Thursday, August 12, 2010

Tell Him, "My Hands Are Empty"

Good Friday is the place where we should return, again and again, so as to depend only on God, letting all knowledge and all stories go. This is the place and the state that invites God to act, to intervene in our lives. Good Friday is the best time for this meeting in history which shows God as an acting, active God.

...Jesus is resurrected, yes, but Jesus is also still on the cross. And if I want to be with Him, I have to go where He is. To arrive at a Good Friday is a gift from God, an invitation from God to re-begin my life with Him. It’s a big gift from God if I realize that I have to re-begin my life. God is so rich that He doesn’t permit us to use blessings from the past. He wants to share with us blessings from the present. His presence is out of time, which means it is a continuous presence. He overcomes time in this way. And even those experiences of past blessing are nothing when you are in a new trouble. It doesn't help. You have to tell God, these past experiences are not tools in my hand. My hands are empty again and again and again. Why doesn't God speak to us through the Bible? Because we know everything and our hands are not empty. We cannot listen to His voice because between Him and me there is a Bible passage. My hands have to be empty. To say to God at the beginning of the day, I will open the Bible and I want to be taught by You, not by my knowledge about the Bible. ...

You know, the history of European theatre begins with the empty tomb. The first theatrical representations used the liturgy as a starting point. Or more precisely, the visiting of the empty tomb. In these early plays, the Marys are going to the tomb in order to meet the dead Jesus and they are asking the angels where the dead body is. And we, we too cannot find the resurrected body so we are always looking for a dead body, returning to the tomb. This is our general condition, to search for dead bodies.

Because we have to go back to the beginning. Always re-beginning. Where is the Messiah? What happened? John and Peter run to Jesus' tomb in their desperation. They don't know what they will find there. And John himself tells us that when they entered the tomb, the scriptures were resurrected. Had they not understood anything of the scriptures before this? But they had to throw out all of their previous understandings and re-begin.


Task prompt -> The copy you produce must hold every record exactly, and none of the images.

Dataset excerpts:
· · · · ·
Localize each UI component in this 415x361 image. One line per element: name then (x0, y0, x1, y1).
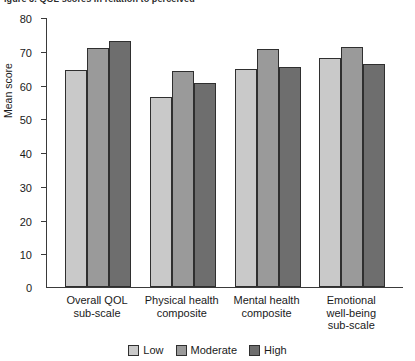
legend-item-high[interactable]: High (249, 344, 287, 356)
y-tick-30: 30 (41, 187, 47, 188)
bar (235, 69, 257, 287)
figure-container: igure 3. QOL scores in relation to perce… (0, 0, 415, 361)
bar-group (65, 18, 131, 287)
y-tick-label-0: 0 (26, 282, 32, 294)
y-tick-label-70: 70 (20, 47, 32, 59)
y-tick-label-10: 10 (20, 249, 32, 261)
legend-swatch-icon (249, 345, 260, 356)
y-tick-60: 60 (41, 86, 47, 87)
legend-swatch-icon (128, 345, 139, 356)
legend-label: High (264, 344, 287, 356)
legend-label: Moderate (191, 344, 237, 356)
y-tick-label-40: 40 (20, 148, 32, 160)
bar (87, 48, 109, 287)
bar (109, 41, 131, 287)
y-tick-80: 80 (41, 18, 47, 19)
figure-caption-clipped: igure 3. QOL scores in relation to perce… (4, 0, 304, 4)
y-tick-50: 50 (41, 119, 47, 120)
bar (319, 58, 341, 287)
legend-label: Low (143, 344, 163, 356)
bar (65, 70, 87, 287)
x-category-label-line: sub-scale (296, 319, 406, 332)
bar (341, 47, 363, 287)
bar (194, 83, 216, 287)
bar (257, 49, 279, 287)
bar (363, 64, 385, 287)
y-tick-40: 40 (41, 153, 47, 154)
y-tick-10: 10 (41, 254, 47, 255)
y-axis-title: Mean score (2, 63, 14, 118)
y-tick-label-60: 60 (20, 81, 32, 93)
plot-area: 01020304050607080 (46, 18, 403, 288)
y-tick-70: 70 (41, 52, 47, 53)
legend-swatch-icon (176, 345, 187, 356)
y-tick-label-80: 80 (20, 13, 32, 25)
x-category-label-line: well-being (296, 307, 406, 320)
bar (150, 97, 172, 287)
bar-group (150, 18, 216, 287)
bar (172, 71, 194, 287)
legend-item-moderate[interactable]: Moderate (176, 344, 237, 356)
y-tick-label-30: 30 (20, 182, 32, 194)
legend-item-low[interactable]: Low (128, 344, 163, 356)
bar-group (319, 18, 385, 287)
bar (279, 67, 301, 287)
y-tick-20: 20 (41, 221, 47, 222)
y-tick-label-20: 20 (20, 216, 32, 228)
x-category-label-line: Emotional (296, 294, 406, 307)
y-tick-label-50: 50 (20, 114, 32, 126)
x-category-label: Emotionalwell-beingsub-scale (296, 294, 406, 332)
bar-group (235, 18, 301, 287)
chart-legend: LowModerateHigh (0, 344, 415, 356)
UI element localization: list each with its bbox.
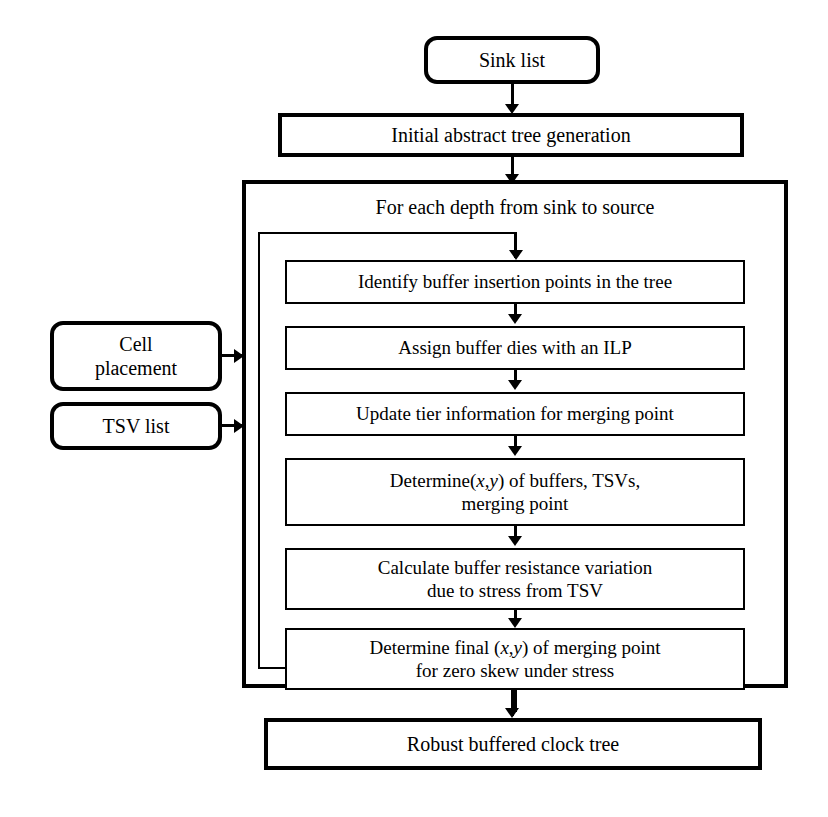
node-sink-list-label: Sink list [479,48,545,72]
flowchart-canvas: Sink list Initial abstract tree generati… [0,0,828,817]
step-determine-final-xy-merging-point-line2: for zero skew under stress [416,659,614,682]
arrowhead-step2-to-step3 [508,380,522,390]
node-initial-abstract-tree-generation-label: Initial abstract tree generation [391,123,630,147]
step-identify-buffer-insertion-points-label: Identify buffer insertion points in the … [358,270,672,293]
step-calculate-buffer-resistance-variation-line2: due to stress from TSV [427,579,603,602]
step-update-tier-information-label: Update tier information for merging poin… [356,402,674,425]
node-cell-placement[interactable]: Cell placement [50,321,222,391]
node-sink-list[interactable]: Sink list [424,36,600,84]
node-robust-buffered-clock-tree-label: Robust buffered clock tree [407,732,619,756]
arrowhead-loop-to-output [505,708,519,718]
arrowhead-loop-entry [509,250,523,260]
step-calculate-buffer-resistance-variation-line1: Calculate buffer resistance variation [378,556,653,579]
node-cell-placement-label: Cell placement [95,332,177,381]
arrowhead-step1-to-step2 [508,314,522,324]
arrowhead-tsv-list-to-container [234,419,244,433]
container-for-each-depth-label: For each depth from sink to source [242,196,788,219]
node-tsv-list[interactable]: TSV list [50,402,222,450]
arrowhead-step5-to-step6 [508,618,522,628]
node-robust-buffered-clock-tree[interactable]: Robust buffered clock tree [264,718,762,770]
step-determine-xy-buffers-tsvs[interactable]: Determine(x,y) of buffers, TSVs, merging… [285,458,745,526]
step-assign-buffer-dies-ilp-label: Assign buffer dies with an ILP [398,336,631,359]
arrowhead-cell-placement-to-container [234,349,244,363]
arrowhead-step3-to-step4 [508,446,522,456]
step-update-tier-information[interactable]: Update tier information for merging poin… [285,392,745,436]
step-identify-buffer-insertion-points[interactable]: Identify buffer insertion points in the … [285,260,745,304]
step-determine-final-xy-merging-point[interactable]: Determine final (x,y) of merging point f… [285,628,745,690]
node-tsv-list-label: TSV list [103,414,170,438]
node-initial-abstract-tree-generation[interactable]: Initial abstract tree generation [278,113,744,157]
step-assign-buffer-dies-ilp[interactable]: Assign buffer dies with an ILP [285,326,745,370]
arrowhead-step4-to-step5 [508,536,522,546]
step-determine-final-xy-merging-point-line1: Determine final (x,y) of merging point [370,636,661,659]
step-calculate-buffer-resistance-variation[interactable]: Calculate buffer resistance variation du… [285,548,745,610]
step-determine-xy-buffers-tsvs-line1: Determine(x,y) of buffers, TSVs, [390,469,640,492]
step-determine-xy-buffers-tsvs-line2: merging point [462,492,569,515]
· · · · ·
Exercise response ->
Localize each UI component in this 415x361 image. One line per element: name then (x0, y0, x1, y1).
legend-item-high[interactable]: High (249, 344, 287, 356)
y-tick-30: 30 (41, 187, 47, 188)
bar (235, 69, 257, 287)
figure-container: igure 3. QOL scores in relation to perce… (0, 0, 415, 361)
bar-group (65, 18, 131, 287)
y-tick-label-0: 0 (26, 282, 32, 294)
y-tick-label-70: 70 (20, 47, 32, 59)
y-tick-label-10: 10 (20, 249, 32, 261)
legend-swatch-icon (249, 345, 260, 356)
y-tick-60: 60 (41, 86, 47, 87)
legend-swatch-icon (128, 345, 139, 356)
legend-label: High (264, 344, 287, 356)
legend-label: Moderate (191, 344, 237, 356)
y-tick-label-40: 40 (20, 148, 32, 160)
bar (87, 48, 109, 287)
bar (109, 41, 131, 287)
y-tick-80: 80 (41, 18, 47, 19)
figure-caption-clipped: igure 3. QOL scores in relation to perce… (4, 0, 304, 4)
y-tick-50: 50 (41, 119, 47, 120)
bar (319, 58, 341, 287)
legend-label: Low (143, 344, 163, 356)
bar (65, 70, 87, 287)
x-category-label-line: sub-scale (296, 319, 406, 332)
bar (341, 47, 363, 287)
bar (194, 83, 216, 287)
bar (257, 49, 279, 287)
bar (363, 64, 385, 287)
y-tick-40: 40 (41, 153, 47, 154)
y-tick-10: 10 (41, 254, 47, 255)
y-axis-title: Mean score (2, 63, 14, 118)
y-tick-label-60: 60 (20, 81, 32, 93)
plot-area: 01020304050607080 (46, 18, 403, 288)
y-tick-70: 70 (41, 52, 47, 53)
legend-swatch-icon (176, 345, 187, 356)
y-tick-label-80: 80 (20, 13, 32, 25)
x-category-label-line: well-being (296, 307, 406, 320)
bar (150, 97, 172, 287)
bar-group (150, 18, 216, 287)
bar (172, 71, 194, 287)
legend-item-moderate[interactable]: Moderate (176, 344, 237, 356)
y-tick-label-30: 30 (20, 182, 32, 194)
legend-item-low[interactable]: Low (128, 344, 163, 356)
bar-group (319, 18, 385, 287)
bar (279, 67, 301, 287)
y-tick-20: 20 (41, 221, 47, 222)
y-tick-label-20: 20 (20, 216, 32, 228)
x-category-label-line: Emotional (296, 294, 406, 307)
y-tick-label-50: 50 (20, 114, 32, 126)
x-category-label: Emotionalwell-beingsub-scale (296, 294, 406, 332)
bar-group (235, 18, 301, 287)
chart-legend: LowModerateHigh (0, 344, 415, 356)
UI element localization: list each with its bbox.
node-sink-list-label: Sink list [479,48,545,72]
flowchart-canvas: Sink list Initial abstract tree generati… [0,0,828,817]
step-determine-final-xy-merging-point-line2: for zero skew under stress [416,659,614,682]
arrowhead-step2-to-step3 [508,380,522,390]
node-initial-abstract-tree-generation-label: Initial abstract tree generation [391,123,630,147]
step-identify-buffer-insertion-points-label: Identify buffer insertion points in the … [358,270,672,293]
step-calculate-buffer-resistance-variation-line2: due to stress from TSV [427,579,603,602]
step-update-tier-information-label: Update tier information for merging poin… [356,402,674,425]
node-cell-placement[interactable]: Cell placement [50,321,222,391]
node-sink-list[interactable]: Sink list [424,36,600,84]
node-robust-buffered-clock-tree-label: Robust buffered clock tree [407,732,619,756]
arrowhead-loop-to-output [505,708,519,718]
arrowhead-loop-entry [509,250,523,260]
step-calculate-buffer-resistance-variation-line1: Calculate buffer resistance variation [378,556,653,579]
node-cell-placement-label: Cell placement [95,332,177,381]
arrowhead-step1-to-step2 [508,314,522,324]
arrowhead-tsv-list-to-container [234,419,244,433]
container-for-each-depth-label: For each depth from sink to source [242,196,788,219]
node-tsv-list[interactable]: TSV list [50,402,222,450]
arrowhead-step5-to-step6 [508,618,522,628]
node-robust-buffered-clock-tree[interactable]: Robust buffered clock tree [264,718,762,770]
step-determine-xy-buffers-tsvs[interactable]: Determine(x,y) of buffers, TSVs, merging… [285,458,745,526]
step-assign-buffer-dies-ilp-label: Assign buffer dies with an ILP [398,336,631,359]
arrowhead-cell-placement-to-container [234,349,244,363]
arrowhead-step3-to-step4 [508,446,522,456]
step-update-tier-information[interactable]: Update tier information for merging poin… [285,392,745,436]
step-identify-buffer-insertion-points[interactable]: Identify buffer insertion points in the … [285,260,745,304]
step-determine-final-xy-merging-point[interactable]: Determine final (x,y) of merging point f… [285,628,745,690]
node-tsv-list-label: TSV list [103,414,170,438]
node-initial-abstract-tree-generation[interactable]: Initial abstract tree generation [278,113,744,157]
step-assign-buffer-dies-ilp[interactable]: Assign buffer dies with an ILP [285,326,745,370]
arrowhead-step4-to-step5 [508,536,522,546]
step-determine-final-xy-merging-point-line1: Determine final (x,y) of merging point [370,636,661,659]
step-calculate-buffer-resistance-variation[interactable]: Calculate buffer resistance variation du… [285,548,745,610]
step-determine-xy-buffers-tsvs-line1: Determine(x,y) of buffers, TSVs, [390,469,640,492]
step-determine-xy-buffers-tsvs-line2: merging point [462,492,569,515]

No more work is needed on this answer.